If racing in extreme heat:
- Pre-load sodium in the 24–48 hours before the event
- Accept a significant pace adjustment — do not attempt a PB
- Wear the minimum viable clothing for sun protection vs heat retention
- Carry water or plan to drink at every station
Heat Acclimatisation: Adapting Your Body in 10–14 Days
The body’s adaptation to heat is one of the most rapid and significant physiological changes available to athletes. With 10–14 days of consistent training in warm conditions (or simulated heat), the following occur:
- Plasma volume increases by 10–15%: More blood is available for both muscle oxygen delivery and skin cooling simultaneously
- Earlier, heavier sweating: The body anticipates core temperature rise and begins cooling sooner
- Reduced sweat sodium concentration: The body learns to conserve sodium
- Lower heart rate at equivalent pace and temperature: Reduced cardiovascular strain from the thermoregulatory demand
- Reduced perceived effort: The same work feels easier
Practical acclimatisation approaches:
Natural heat exposure: Run at the warmest part of the day for 10–14 consecutive days in the heat you’re preparing for. Effort should be moderate — this is acclimatisation training, not quality work.
Simulate heat if racing somewhere warm while training somewhere cool: Finish sessions in a sauna (10–15 minutes post-run), run in extra clothing to artificially raise body temperature, or use heat boots/blankets during rest periods. These approaches are used by elite athletes preparing for warm-weather championships.
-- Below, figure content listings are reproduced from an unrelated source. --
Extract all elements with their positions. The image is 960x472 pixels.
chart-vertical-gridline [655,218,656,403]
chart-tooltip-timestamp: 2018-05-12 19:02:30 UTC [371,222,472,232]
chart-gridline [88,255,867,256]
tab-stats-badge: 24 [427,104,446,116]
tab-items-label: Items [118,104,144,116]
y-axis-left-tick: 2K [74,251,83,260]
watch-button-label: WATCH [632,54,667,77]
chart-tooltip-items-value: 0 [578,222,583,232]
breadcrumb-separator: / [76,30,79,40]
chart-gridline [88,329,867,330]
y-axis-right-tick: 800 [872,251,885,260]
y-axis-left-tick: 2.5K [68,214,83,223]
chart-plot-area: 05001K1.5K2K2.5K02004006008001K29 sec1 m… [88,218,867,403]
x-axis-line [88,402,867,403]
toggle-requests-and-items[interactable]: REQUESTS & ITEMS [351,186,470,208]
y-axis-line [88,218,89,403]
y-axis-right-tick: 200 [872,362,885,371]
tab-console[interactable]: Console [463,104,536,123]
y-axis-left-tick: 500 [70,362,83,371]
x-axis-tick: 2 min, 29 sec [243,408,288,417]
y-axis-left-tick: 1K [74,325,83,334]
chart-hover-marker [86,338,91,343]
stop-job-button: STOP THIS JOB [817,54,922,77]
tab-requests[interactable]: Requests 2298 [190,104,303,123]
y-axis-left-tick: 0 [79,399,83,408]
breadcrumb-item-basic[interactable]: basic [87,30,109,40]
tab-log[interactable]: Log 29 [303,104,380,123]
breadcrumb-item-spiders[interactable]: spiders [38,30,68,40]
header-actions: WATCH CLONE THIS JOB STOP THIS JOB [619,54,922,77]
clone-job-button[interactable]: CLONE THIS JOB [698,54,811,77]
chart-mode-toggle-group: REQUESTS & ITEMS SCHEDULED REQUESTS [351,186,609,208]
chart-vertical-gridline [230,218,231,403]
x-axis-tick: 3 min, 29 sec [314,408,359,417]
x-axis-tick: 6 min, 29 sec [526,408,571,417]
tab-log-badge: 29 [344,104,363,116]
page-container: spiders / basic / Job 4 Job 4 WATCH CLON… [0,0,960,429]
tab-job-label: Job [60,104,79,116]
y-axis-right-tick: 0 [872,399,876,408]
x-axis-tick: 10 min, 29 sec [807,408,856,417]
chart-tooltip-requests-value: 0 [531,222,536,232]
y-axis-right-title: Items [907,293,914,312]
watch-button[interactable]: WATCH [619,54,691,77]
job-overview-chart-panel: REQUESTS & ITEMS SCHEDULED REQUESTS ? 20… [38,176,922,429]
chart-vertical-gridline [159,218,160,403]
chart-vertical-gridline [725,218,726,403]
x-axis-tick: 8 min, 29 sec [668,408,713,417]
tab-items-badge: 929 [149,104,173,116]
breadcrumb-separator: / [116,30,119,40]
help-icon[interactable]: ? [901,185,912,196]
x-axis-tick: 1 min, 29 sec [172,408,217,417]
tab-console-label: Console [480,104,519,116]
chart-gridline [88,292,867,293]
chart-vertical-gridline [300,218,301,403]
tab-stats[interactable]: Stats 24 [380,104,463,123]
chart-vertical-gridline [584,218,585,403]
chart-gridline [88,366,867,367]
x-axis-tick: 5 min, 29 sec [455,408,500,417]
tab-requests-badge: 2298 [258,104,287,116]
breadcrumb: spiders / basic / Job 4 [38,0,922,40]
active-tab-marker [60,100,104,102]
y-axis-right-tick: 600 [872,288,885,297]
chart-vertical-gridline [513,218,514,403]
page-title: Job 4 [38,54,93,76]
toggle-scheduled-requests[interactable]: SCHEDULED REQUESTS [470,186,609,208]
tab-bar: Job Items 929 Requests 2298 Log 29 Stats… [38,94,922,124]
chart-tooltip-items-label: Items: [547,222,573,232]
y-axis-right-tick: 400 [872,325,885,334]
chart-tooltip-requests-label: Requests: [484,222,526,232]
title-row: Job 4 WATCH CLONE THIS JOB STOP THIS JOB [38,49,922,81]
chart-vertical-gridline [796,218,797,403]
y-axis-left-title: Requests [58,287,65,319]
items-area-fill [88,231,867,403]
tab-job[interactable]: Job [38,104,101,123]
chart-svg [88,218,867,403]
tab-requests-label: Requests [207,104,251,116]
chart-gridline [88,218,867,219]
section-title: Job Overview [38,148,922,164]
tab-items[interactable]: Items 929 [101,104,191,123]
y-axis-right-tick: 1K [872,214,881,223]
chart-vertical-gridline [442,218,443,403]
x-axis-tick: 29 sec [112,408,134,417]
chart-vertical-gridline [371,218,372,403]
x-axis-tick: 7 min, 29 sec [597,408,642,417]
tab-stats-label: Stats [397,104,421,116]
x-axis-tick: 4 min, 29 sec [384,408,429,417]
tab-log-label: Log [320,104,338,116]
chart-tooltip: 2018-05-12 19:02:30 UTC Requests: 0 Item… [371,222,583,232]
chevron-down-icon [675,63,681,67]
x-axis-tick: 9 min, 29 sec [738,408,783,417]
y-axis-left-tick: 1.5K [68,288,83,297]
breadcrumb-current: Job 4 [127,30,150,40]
Practical Pace Adjustment Guide
Use this as a starting point for adjusting race goals to temperature. These are approximations derived from the Ely et al. temperature-performance data:
| Race temperature | Pace adjustment per km | Notes |
|---|---|---|
| 7–13°C | 0 (reference) | Optimal |
| 14–18°C | +5 to +10 sec/km | Minor adjustment |
| 18–22°C | +10 to +20 sec/km | Moderate; run by effort |
| 22–26°C | +20 to +35 sec/km | Significant; cardiac drift high |
| 26–30°C | +35 to +60 sec/km | Survival pace; safety priority |
| 30°C+ | Abandon time goals | Safety only |
These adjustments are larger for slower runners and in higher humidity. The VDOT temperature calculator at vdoto2.com provides individualised adjustments based on your race performance level.